CNN President Jeff Zucker said in an interview this week that it was a “pretty easy call” to run with their story on the Russian dossier – a story that attracted the ire of President-elect Donald Trump, who labeled it “fake news.”
“I actually think this was a pretty easy call in terms of its news value,” Zucker told New York Magazine. “The fact is, the top four intelligence chiefs of the United States decided to include in their briefing to the president and president-elect a two-page summary of allegations involving the president-elect. That is newsworthy by any definition.”
Asked if it mattered that the contents of the dossier were unverified, Zucker said it didn’t.
“We didn’t pass judgment on the allegations,” he said. “We reported we had not been able to corroborate them. But the news was that the two most powerful people in the world had been briefed on the existence of these allegations.”
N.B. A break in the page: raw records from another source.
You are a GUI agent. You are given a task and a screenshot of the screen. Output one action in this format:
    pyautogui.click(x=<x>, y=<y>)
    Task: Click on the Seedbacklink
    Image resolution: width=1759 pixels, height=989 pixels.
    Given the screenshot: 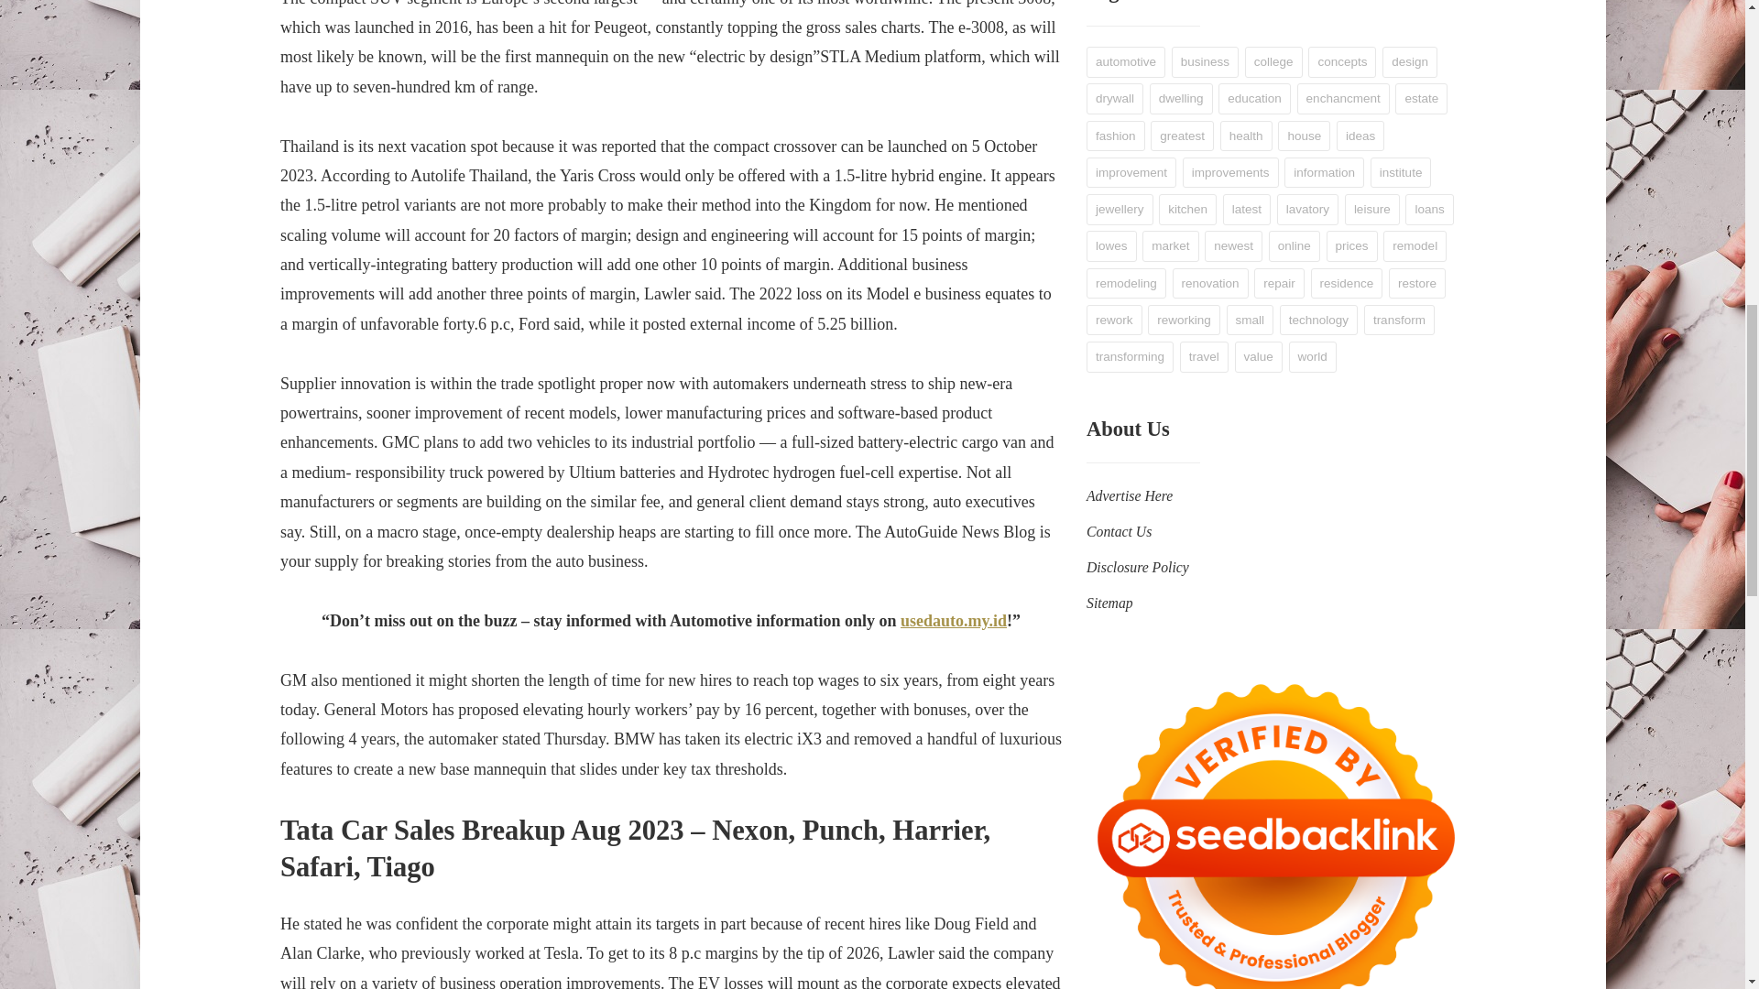 What is the action you would take?
    pyautogui.click(x=1275, y=824)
On one hand, CNN is getting smeared with BuzzFeed’s decision to publish the entire set of memos, which they opted to do after the original CNN story broke. Until the dossier was made public, CNN’s reporting made only limited reference to the specific allegations in the report. What BuzzFeed did was grossly irresponsible and reckless; CNN’s reporting doesn’t deserve to go in the same basket.
On the other hand, CNN could have gone to much greater lengths to explain the unproven nature of these allegations. The intelligence agencies have confirmed that they shared this report with the president and the president-elect not because it was believable but because it was out there. CNN’s report gave the allegations an air of credibility they did not deserve, and that may have encouraged BuzzFeed’s editors to go ahead with publication.
For several hours, Americans discussed these allegations as though they were true – as though we had gotten a glimpse of top-secret, classified information. CNN is largely responsible for creating that illusion. Without it, the dossier would have been seen as the obvious silliness that it is.
So no, maybe that’s not “fake news” – CNN’s reporters didn’t invent the story out of whole cloth. But subtle bias can be just as dangerous – if not much more so. Using clever phrasing, pointed omissions, and a handful of quotes, you can make a set of objective facts say anything you want them to say. CNN is just one of many liberal media organizations who have gotten very skilled at this game.
Their shock – their horror – comes from a Republican president who sees all their dirty little tricks and knows exactly how to expose them. They may be left with only two choices: Return to ethical reporting, or perish.
We’ll see which path they choose soon enough.